No, I don't (yet) -- could you please elaborate on this?

Comment author: Luke_A_Somers 24 March 2013 01:21:43AM 0 points [-]

Funny how this got rerun on the same day as EY posted about progress on Löb's problem.

Comment author: Psy-Kosh 13 March 2009 09:12:14PM 3 points [-]

Well, ideally one considers the whole of themselves when doing the calculations, but it does make the calculations tricky.

And that still doesn't answer exactly how to take it into account. ie, "okay, I need to take into account the properties of my execution module, find ways to actually get it to do stuff. How?"

Comment author: Nick_Tarleton 13 March 2009 09:25:02PM *  1 point [-]

However, treating the execution module as external and fixed may demotivate attempts to improve it.

(Related: Chaotic Inversion)

Comment author: RobinHanson 13 March 2009 01:23:57PM 14 points [-]

If one had public metrics of success at rationality, the usual status seeking and embarrassment avoidance could encourage people to actually apply their skills.

Comment author: Vladimir_Golovin 13 March 2009 01:52:38PM *  7 points [-]

Shouldn't a common-sense 'success at life' (money, status, free time, whatever) be the real metric of success at rationality? Shouldn't a rationalist, as a General Inteligence, succeed over a non-rationalist in any chosen orderly environment, according to any chosen metric of success -- including common metrics of that environment?

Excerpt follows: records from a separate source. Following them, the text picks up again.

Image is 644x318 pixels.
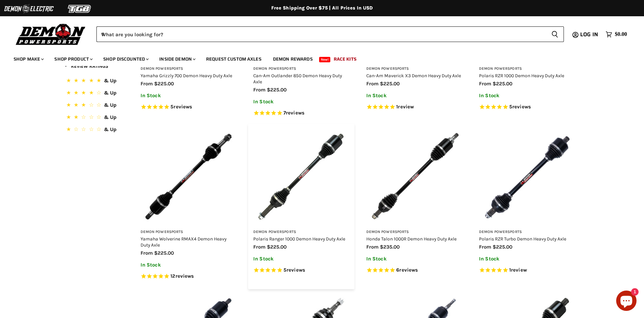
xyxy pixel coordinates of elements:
[176,273,195,279] span: reviews
[253,236,345,242] a: Polaris Ranger 1000 Demon Heavy Duty Axle
[170,273,194,279] span: 12 reviews
[366,104,463,111] span: Rated 5.0 out of 5 stars 1 reviews
[509,268,527,273] span: 1 reviews
[398,104,413,110] span: review
[580,30,598,39] span: Log in
[396,268,418,273] span: 6 reviews
[98,52,152,66] a: Shop Discounted
[65,64,109,69] span: Review Ratings
[614,291,639,313] inbox-online-store-chat: Shopify online store chat
[141,129,237,225] img: Yamaha Wolverine RMAX4 Demon Heavy Duty Axle
[268,52,318,66] a: Demon Rewards
[50,5,594,11] div: Free Shipping Over $75 | All Prices In USD
[141,230,237,235] h3: Demon Powersports
[170,104,192,110] span: 5 reviews
[615,31,627,38] span: $0.00
[286,268,305,273] span: reviews
[253,245,265,250] span: from
[173,104,192,110] span: reviews
[366,256,463,262] p: In Stock
[141,73,232,78] a: Yamaha Grizzly 700 Demon Heavy Duty Axle
[104,90,117,96] span: & Up
[479,81,492,87] span: from
[479,245,492,250] span: from
[141,250,152,256] span: from
[319,57,331,63] span: New!
[253,230,350,235] h3: Demon Powersports
[65,101,126,111] button: 3 Stars.
[253,129,350,225] a: Polaris Ranger 1000 Demon Heavy Duty Axle
[13,22,88,46] img: Demon Powersports
[104,78,117,83] span: & Up
[479,236,566,242] a: Polaris RZR Turbo Demon Heavy Duty Axle
[104,115,117,120] span: & Up
[253,66,350,72] h3: Demon Powersports
[104,126,117,133] span: & Up
[286,110,305,116] span: reviews
[366,66,463,72] h3: Demon Powersports
[283,110,305,116] span: 7 reviews
[65,113,126,123] button: 2 Stars.
[154,81,174,87] span: $225.00
[283,268,305,273] span: 5 reviews
[479,256,575,262] p: In Stock
[253,267,350,274] span: Rated 5.0 out of 5 stars 5 reviews
[366,129,463,225] img: Honda Talon 1000R Demon Heavy Duty Axle
[366,73,461,78] a: Can-Am Maverick X3 Demon Heavy Duty Axle
[380,81,400,87] span: $225.00
[253,99,350,105] p: In Stock
[97,27,546,42] input: When autocomplete results are available use up and down arrows to review and enter to select
[154,250,174,256] span: $225.00
[65,63,109,72] button: Filter by Review Ratings
[366,81,379,87] span: from
[366,93,463,99] p: In Stock
[65,77,126,87] button: 5 Stars.
[253,110,350,117] span: Rated 5.0 out of 5 stars 7 reviews
[366,236,457,242] a: Honda Talon 1000R Demon Heavy Duty Axle
[201,52,266,66] a: Request Custom Axles
[328,52,361,66] a: Race Kits
[49,52,97,66] a: Shop Product
[366,267,463,274] span: Rated 5.0 out of 5 stars 6 reviews
[479,104,575,111] span: Rated 5.0 out of 5 stars 5 reviews
[479,230,575,235] h3: Demon Powersports
[141,66,237,72] h3: Demon Powersports
[154,52,200,66] a: Inside Demon
[104,102,117,108] span: & Up
[578,31,603,38] a: Log in
[141,262,237,268] p: In Stock
[65,125,126,135] button: 1 Star.
[366,245,379,250] span: from
[8,49,625,66] ul: Main menu
[479,129,575,225] img: Polaris RZR Turbo Demon Heavy Duty Axle
[366,230,463,235] h3: Demon Powersports
[479,93,575,99] p: In Stock
[65,89,126,99] button: 4 Stars.
[396,104,413,110] span: 1 reviews
[267,87,286,93] span: $225.00
[603,30,631,39] a: $0.00
[546,27,564,42] button: Search
[253,73,342,84] a: Can-Am Outlander 850 Demon Heavy Duty Axle
[267,245,286,250] span: $225.00
[8,52,48,66] a: Shop Make
[479,73,564,78] a: Polaris RZR 1000 Demon Heavy Duty Axle
[492,81,512,87] span: $225.00
[141,93,237,99] p: In Stock
[141,81,152,87] span: from
[509,104,531,110] span: 5 reviews
[479,267,575,274] span: Rated 5.0 out of 5 stars 1 reviews
[141,104,237,111] span: Rated 4.6 out of 5 stars 5 reviews
[141,236,226,248] a: Yamaha Wolverine RMAX4 Demon Heavy Duty Axle
[55,3,105,15] img: TGB Logo 2
[253,87,265,93] span: from
[141,273,237,280] span: Rated 5.0 out of 5 stars 12 reviews
[511,268,527,273] span: review
[399,268,418,273] span: reviews
[479,66,575,72] h3: Demon Powersports
[253,256,350,262] p: In Stock
[97,27,564,42] form: Product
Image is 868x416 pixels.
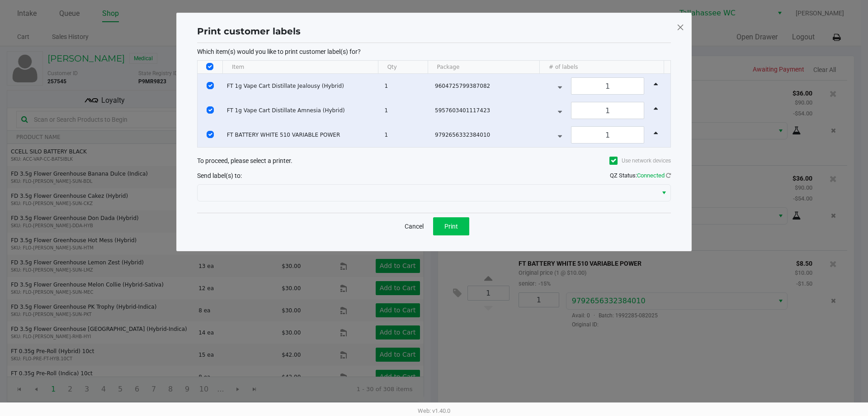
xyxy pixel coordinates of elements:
[222,61,378,74] th: Item
[197,157,293,164] span: To proceed, please select a printer.
[378,61,427,74] th: Qty
[197,172,242,179] span: Send label(s) to:
[380,74,431,99] td: 1
[427,61,539,74] th: Package
[207,106,214,113] input: Select Row
[418,407,450,413] span: Web: v1.40.0
[658,185,670,201] button: Select
[637,172,665,179] span: Connected
[398,217,429,235] button: Cancel
[207,131,214,138] input: Select Row
[222,74,381,99] td: FT 1g Vape Cart Distillate Jealousy (Hybrid)
[222,99,381,122] td: FT 1g Vape Cart Distillate Amnesia (Hybrid)
[380,99,431,122] td: 1
[539,61,664,74] th: # of labels
[431,122,544,147] td: 9792656332384010
[380,122,431,147] td: 1
[197,47,671,55] p: Which item(s) would you like to print customer label(s) for?
[431,99,544,122] td: 5957603401117423
[431,74,544,99] td: 9604725799387082
[444,223,458,230] span: Print
[198,61,670,147] div: Data table
[222,122,381,147] td: FT BATTERY WHITE 510 VARIABLE POWER
[206,62,214,70] input: Select All Rows
[207,82,214,89] input: Select Row
[609,157,671,164] label: Use network devices
[197,25,301,38] h1: Print customer labels
[434,217,470,235] button: Print
[610,172,671,179] span: QZ Status:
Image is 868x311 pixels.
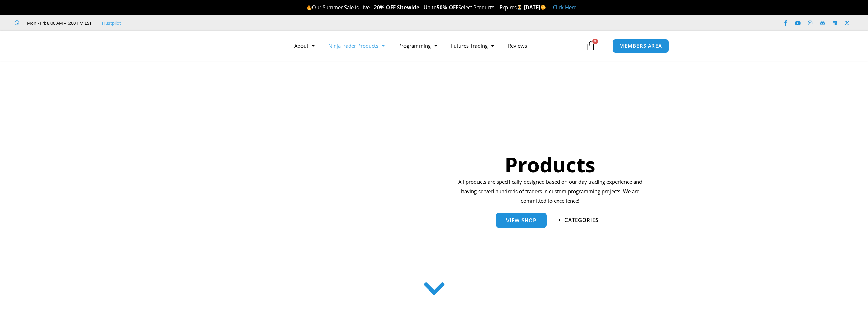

Comment author: Nick_Tarleton 13 March 2009 09:38:36PM 11 points [-]

No.

  • If "general intelligence" is a binary classification, almost everyone is one. If it's continuous, rationalist and non-rationalist humans are indistinguishable next to AIXI.
  • You don't know what the rationalist is optimizing for. Rationalists may even be less likely to value common-sense success metrics.
  • Even if those are someone's goals, growth in rationality involves tradeoffs - investment of time, if nothing else - in the short term, but that may still be a long time.
  • Heck, if "rationality" is defined as anything other than "winning", it might just not win for common-sense goals in some realistic environments.
  • People with the disposition to become rationalists may tend to also not be as naturally good at some things, like gaining status.
Comment author: Vladimir_Golovin 14 March 2009 06:49:56PM *  5 points [-]

Point-by-point:

  1. Agreed. Let's throw away the phrase about General Intelligence -- it's not needed there.

  2. Obviously, if we're measuring one's reality-steering performance we must know the target region (and perhaps some other parameters like planned time expenditure etc.) in advance.

  3. The measurement should measure the performance of a rationalist at his/her current level, not taking into account time and resources he/she spent to level up. Measuring 'the speed or efficiency of leveling-up in rationality' is a different measurement.

  4. The definitions at the beginning of the original post will do.

  5. On one hand, the reality-mapping and reality-steering abilities should work for any activity, no matter whether the performer is hardware-accelerated for that activity or not. On the other hand, we should somehow take this into account -- after all, excelling at things one is not hardware-accelerated for is a good indicator. (If only we could reliably determine who is hardware-accelerated for what).

(Edit: cool, it does numeric lists automatically!)

Comment author: Annoyance 13 March 2009 03:14:10PM 4 points [-]

Public metrics aren't enough - society must also care about them. Without that, there's no status attached and no embarrassment risked.

To get this going, you'd also need a way to keep society's standards on-track, or even a small amount of noise would lead to a positive feedback loop disrupting its conception of rationality.

Everyone has at least a little bit of rationality. Why not simply apply yourself to increasing it, and finding ways to make yourself implement its conclusions?

Just sit under the bodhi tree and decide not to move away until you're better at implementing.

Comment author: roland 13 March 2009 07:16:05AM 2 points [-]

Yvain,

you make a great point here. AFAIK it is common knowledge that a lot of great intelectuals where great procrastinators. Overcoming one's bad habits is key. But I wonder about what can be done in that regard since so much is defined by genetics.